Photo By Kyle Zedaker/Tennessee Athletics

Once upon a time, Vanderbilt was chalked up as a guaranteed “W” on Tennessee’s football schedule every year. From 1976 through 2011, the Vols only last to the Commodores twice, and from 1938 till 2011, Tennessee only lost seven times in 74 meetings to Vanderbilt.

But things have changed recently in the annual series.

Ever since 2012, Vanderbilt has turned the tide in the rivalry. The Commodores have won four of the last six meetings between the two in-state schools, and they’ve often won by a lot. Three of Vanderbilt’s four wins over the last six years have come by multiple scores.

Last season, Tennessee went into their contest against Vanderbilt looking to avoid historic futility. UT had fired head coach Butch Jones two weekends before, and interim head coach Brady Hoke was tasked with keeping Tennessee from going 0-8 in SEC play for the first time in program history.

Instead, Vanderbilt routed the Vols 42-24 in front of a home crowd in Neyland Stadium.

Sophomore offensive lineman Marcus Tatum remembers that game, and he hasn’t forgotten how he felt afterwards.

“When I was a freshman, they were dancing on the field, and it was pretty embarrassing,” Tatum said on Monday. “I never want to feel that feeling again.”

Tatum hails from Ormond, Florida, so he wasn’t as familiar with how heated the Tennessee-Vanderbilt rivalry can get.

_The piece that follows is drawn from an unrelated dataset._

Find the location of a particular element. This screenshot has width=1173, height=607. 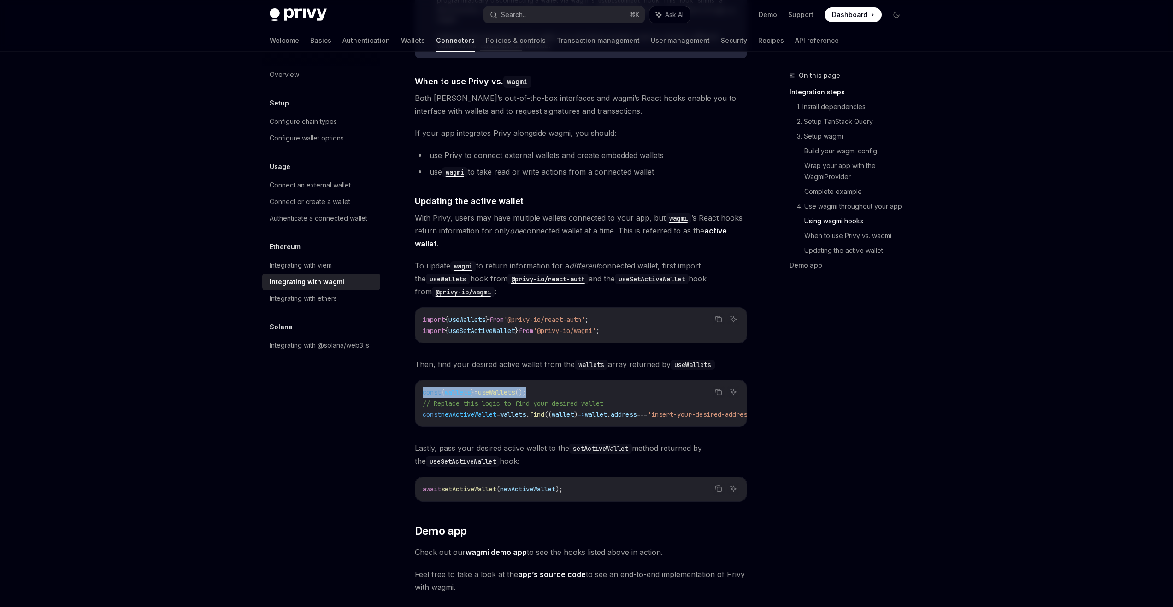

a: Policies & controls is located at coordinates (516, 41).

But he learned quickly in his first season with the Vols.

“I wasn’t really familiar with it when I got here until my first game against them,” Tatum added, “and I just saw, like, the philosophy of the game and just the speed of the game changed completely when these two teams played.”

But one Vol player who is intimately familiar with the in-state rivalry is fifth-year senior Todd Kelly Jr.

Kelly grew up in Knoxville and around Tennessee football. He watched the Vols dominate the Commodores growing up, but as he was starting to get recruited, the rivalry started to change. While he was in high school, Kelly was invited over to Nashville to tour Vanderbilt’s campus on a recruiting visit. He was taken aback by all the outward disdain that the Commodores showed towards the Vols.

“Everything I saw that had Tennessee on it, they had the Power T upside down,” Kelly stated. “That kind of tells you how much respect they have for this program. I think I’m gonna just explain to my teammates just how important this game is, really how they don’t respect us, and just how important it is for us to win this ball game.”

Tennessee hasn’t beaten Vanderbilt since 2015. There are only 17 scholarship players on the Vols’ roster who were on the team the last time UT defeated the Commodores. Every other scholarship player on Tennessee’s roster has never experienced a win over Vanderbilt.

This year, there’s a lot at stake for both schools. Both teams are currently 5-6 on the year, and a win would earn one of them an automatic bowl berth. The loser will have to hope that enough teams in the FBS don’t get six wins and that their APR score would be high enough to get them into a bowl with a 5-7 record.

Tatum and Kelly want to avenge the “pretty embarrassing” losses the Vols have suffered at the hands of Vanderbilt. And if they can do that this year, they’ll get the added bonus of making it back to the postseason for the first time since 2016.